Broadway has a 'nice' feature whereby if a new device appears on the network, the FSCLK wont actually be started until the device has somewhat synced clocks with the leader. I assume that under the hood there is some rapid clock recovery going on before the external FSCLK signal is enabled. This can be seen in the following capture:

From powering on the new follower device to the FSCLK being started, about 15 seconds pass, so there is definitely time for leader negotiation to take place and clock recovery to coarsely adjust the clock before the FSCLK signal is un-gated to the external circuitry.

This feature makes it more difficult to measure the clock recovery performance however, because we can't see it happening under normal circumstances, but if we let two devices power up as leader on separate networks, and then join them together we can see the full clock recovery process happening with the FSCLKs enabled.

Each device is connected to its own switch:

The two switches are connected together, forcing the lower priority device to switch into follower mode, with FSCLK enabled:

(note, the two devices were PoE devices, thus they each required connection to a PoE switch. Otherwise the two devices could have simply been connected together.)

Watching the two FSCLKs sync on the scope reveals some pretty interesting things about how Broadway handles clock recovery. Realignment of clocks that have slipped out of phase by around 180deg is, in my opinion, 'acceptable', taking about 15 seconds to phase align to within about 1/16 sample period. This was repeatable, each time the two switches were disconnected the FSCLKs of the two devices were allowed to slip by about 180deg, and then the switches were linked together again and the FSCLKs would sync:

Curiously, if the clocks were allowed to slip more than 180deg, then on reconnection the follower would pull the FSCLK back to the original position, not the 'nearest' edge of the leader FSCLK (as our devices do). Perhaps this is considered a 'feature' by Audinate, because if audio were flowing then it would allow the follower to realign the audio without any dropped samples or repositioning of the stream after a period of freewheeling, but what happens if the clocks drift apart by many samples? Let's find out. In this test we let the FSCLK of the follower drift for a minute or so, causing it to be perhaps 2 or three frames out from its original position. When the two devices were reconnected together, we witnessed this:


We certainly wouldn't allow behaviour like that in our devices!

Letting the follower freewheel for a little longer (a few minutes) and the follower seems to try to realign to the original position, after which it gives up (after pulling back about 20 frames) and then does a rapid re-sync. It's hard to see exactly what's happening here, but again, it's not something we would attempt in any of our AVB implementations:


Audinate clearly maintain some kind of 'position' for the FSCLKs, and use clock recovery to try to get back to where the 'position' was originally.
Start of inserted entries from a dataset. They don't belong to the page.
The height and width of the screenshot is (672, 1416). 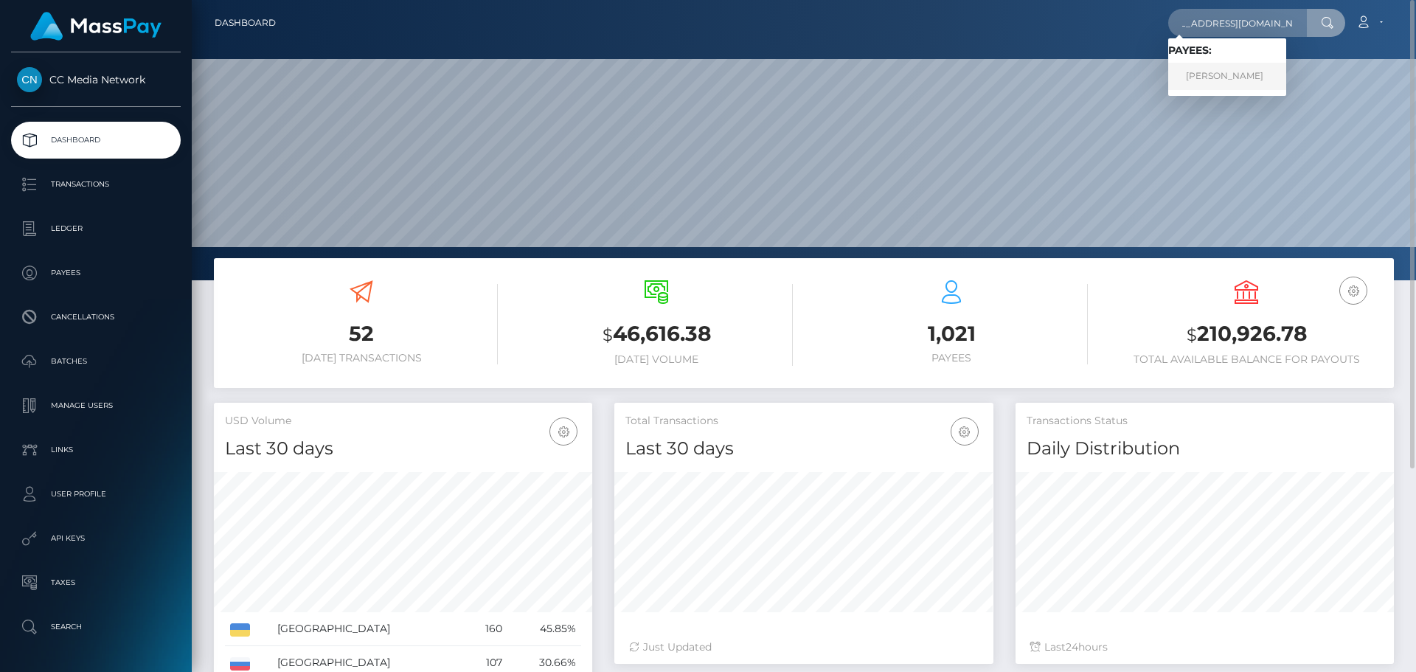 What do you see at coordinates (96, 450) in the screenshot?
I see `a: Links` at bounding box center [96, 450].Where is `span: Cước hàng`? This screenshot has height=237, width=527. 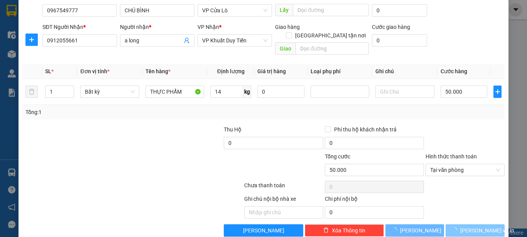 span: Cước hàng is located at coordinates (454, 71).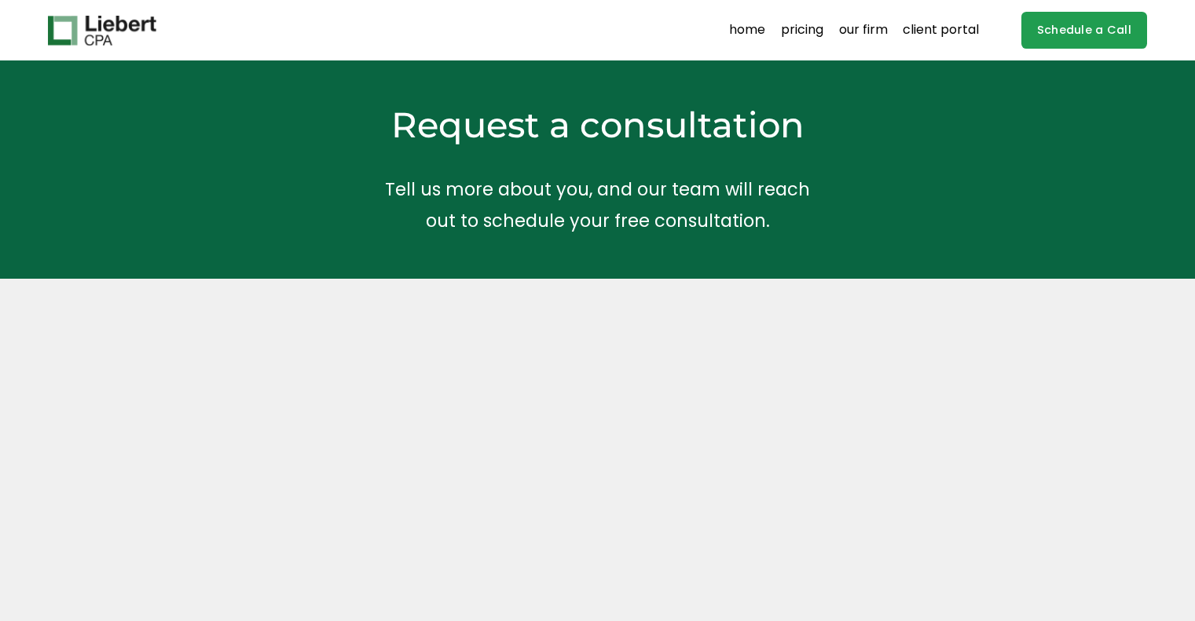  What do you see at coordinates (597, 205) in the screenshot?
I see `p: Tell us more about you, and our team will reach out to schedule your free consultation.` at bounding box center [597, 205].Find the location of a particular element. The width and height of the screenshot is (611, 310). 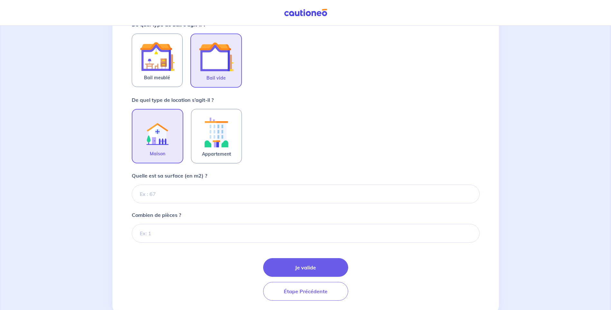

img: illu_empty_lease.svg is located at coordinates (216, 57).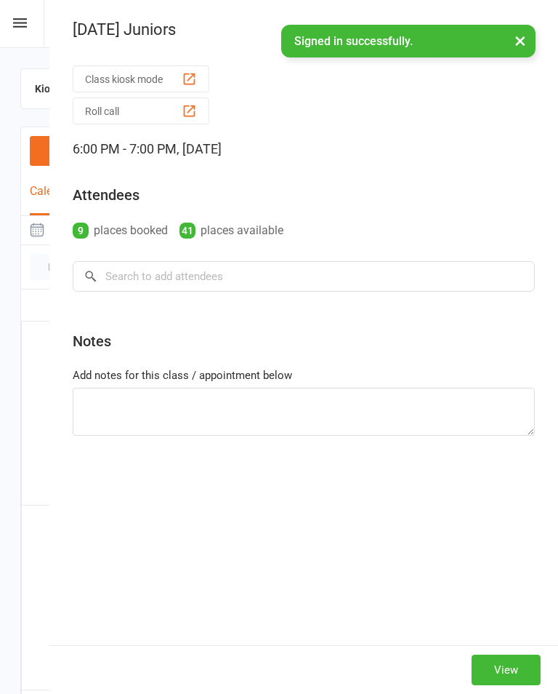 This screenshot has width=558, height=694. Describe the element at coordinates (231, 230) in the screenshot. I see `div: places available` at that location.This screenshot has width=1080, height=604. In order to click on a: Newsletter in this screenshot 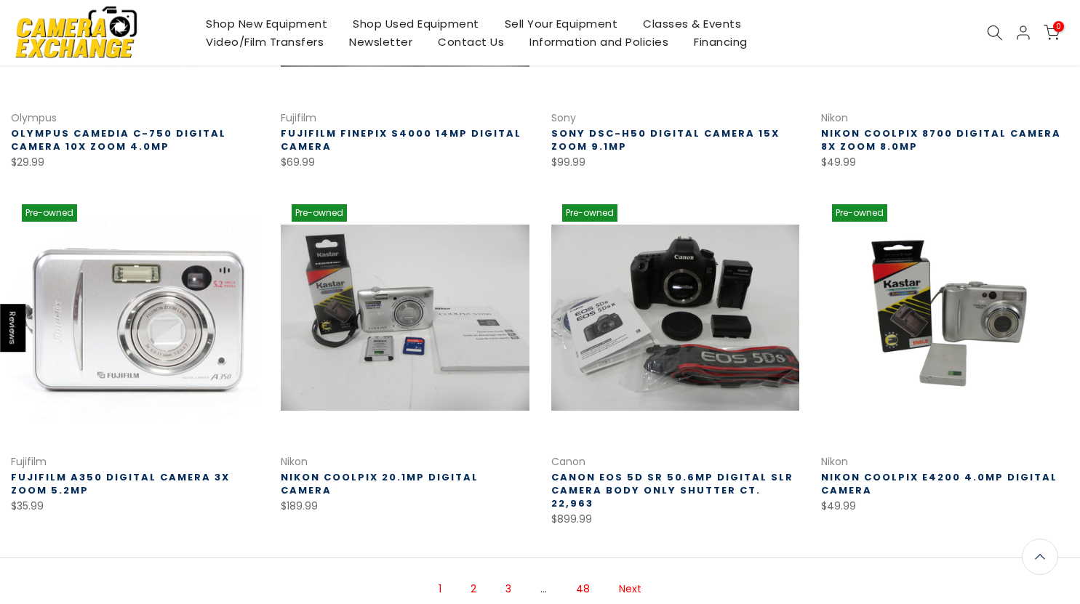, I will do `click(381, 41)`.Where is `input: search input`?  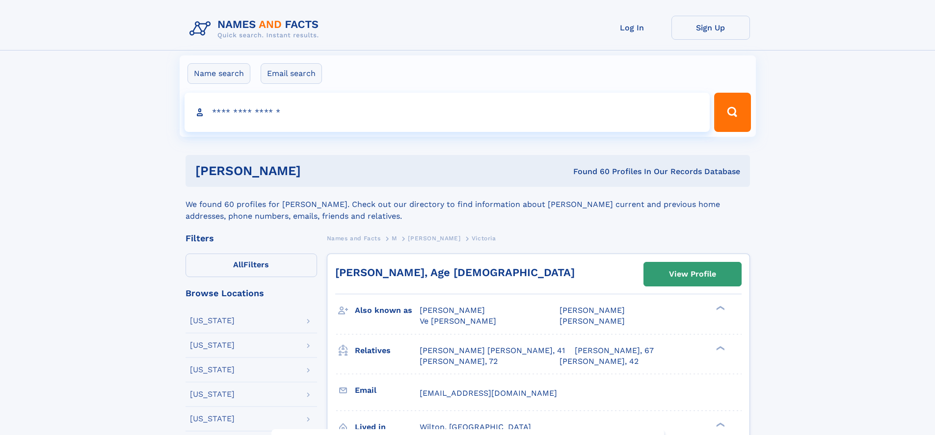
input: search input is located at coordinates (447, 112).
This differs from our approach which is to always align to the nearest frame edge, which permits faster locking with less FSCLK slewing.

Turning on infinite persist we can see that the measured wander (measured over about one hour) was about +-250nS.

Conclusions

Broadway definitely does a better job of clock recovery than Ultimo. FSCLK edges are aligned, and clock recovery, when powering a new device onto a network, is reasonably quick and once locked, wander is minimal. The 'feature' of muting the output and gating the FSCLK until reasonably well synced does perhaps hide some ugly implementation details which can be seen when recovering from freewheeling periods.

The latency set in the Dante controller is again i2s->i2s latency (same as Ultimo) with an additional offset of about 62uS. Is it coincidence that at 48kHz the length of three sample periods is 62.5uS? I suspect not. It appears that Broadway adds three samples of latency to the configured value set in Dante Controller.

Investigation into an Ultimo based solution (for comparison) can be found here.

Both Dante devices performed very badly compared to Sienda's solutions. For comparison, a Sienda STM32 based solution is evaluated here.